Hoop controls everything behind the door. Once an agent is connected to a database or API (whether through MCP or any other method), Hoop governs what it can do. It masks PII in responses. It blocks destructive commands. It records every interaction. It enforces JIT access and approval workflows.
These are not competing products. They operate at different layers. An enterprise that is serious about AI infrastructure security likely needs both: Runlayer to control the MCP catalog and prevent shadow tool sprawl, and Hoop to govern what happens at the data layer once agents are operating.
But if you have to prioritize, the question becomes: where is the actual risk?
The risk of an agent connecting to the wrong MCP server is real. But the risk of an agent running DELETE FROM users on your production database, or leaking PII through an unmasked query response that gets sent to an AI model, is existential.
Catalog governance prevents bad connections. Wire-level governance prevents bad outcomes.
When to use each
Use Runlayer when:
You need to govern which MCP servers developers can connect to from their IDEs
Shadow MCP usage is a growing concern
You want a curated, security-scanned catalog of approved tools
Your primary concern is MCP-specific attack vectors (tool poisoning, fake servers)
Use Hoop when:
You need to govern what humans and AI agents do inside production infrastructure
Engineers or agents access databases with sensitive data (PII, financial records, health data)

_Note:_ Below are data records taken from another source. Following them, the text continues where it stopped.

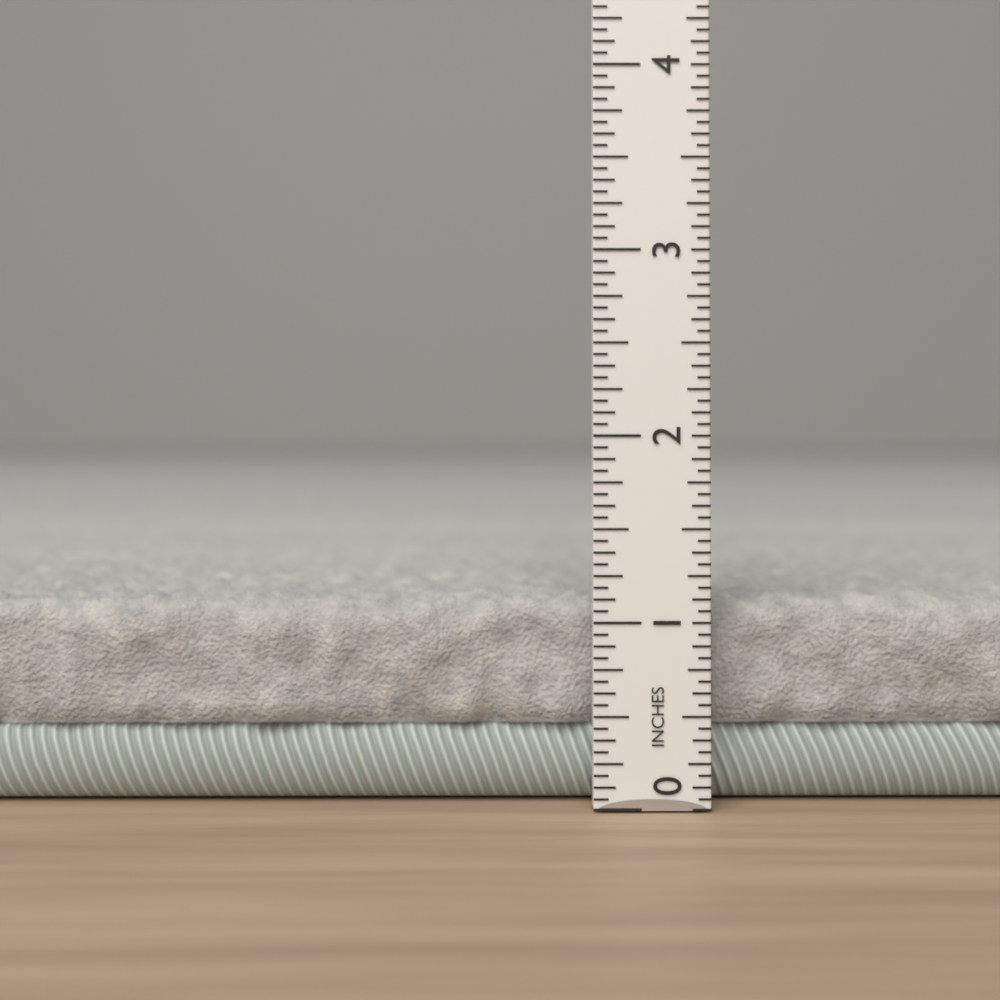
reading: 1.1250 in
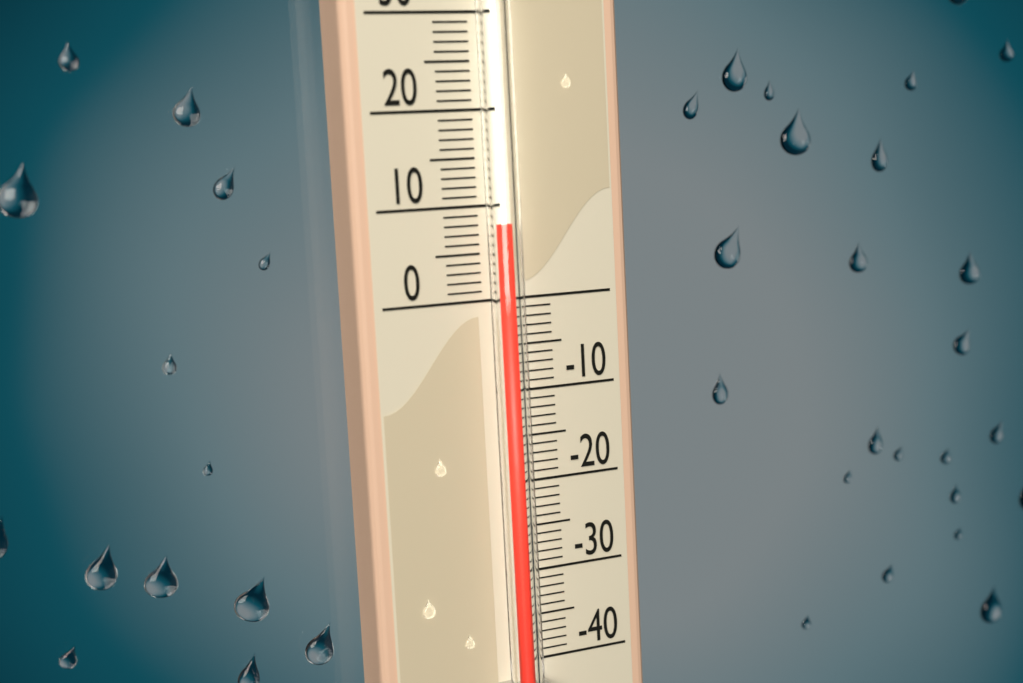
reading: 8 (no unit)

You need PII masking, command guardrails, and session recording at the data layer
You need JIT access, break-glass workflows, and compliance evidence generation
Your infrastructure spans databases, Kubernetes, SSH, and MCP
Use both when:
You want full-stack AI infrastructure security from tool discovery to data execution
Your compliance requirements demand both connection governance and session-level audit trails
You operate at enterprise scale with multiple teams, protocols, and data sources
Summary
The AI agent security landscape is splitting into two layers: connection governance (which tools can agents use?) and execution governance (what can agents do with those tools?). Runlayer is building the definitive platform for the first layer. Hoop is building the definitive platform for the second.
Both are necessary. Neither is sufficient alone. The companies that get AI agent security right will be the ones that think about both layers, not just the front door.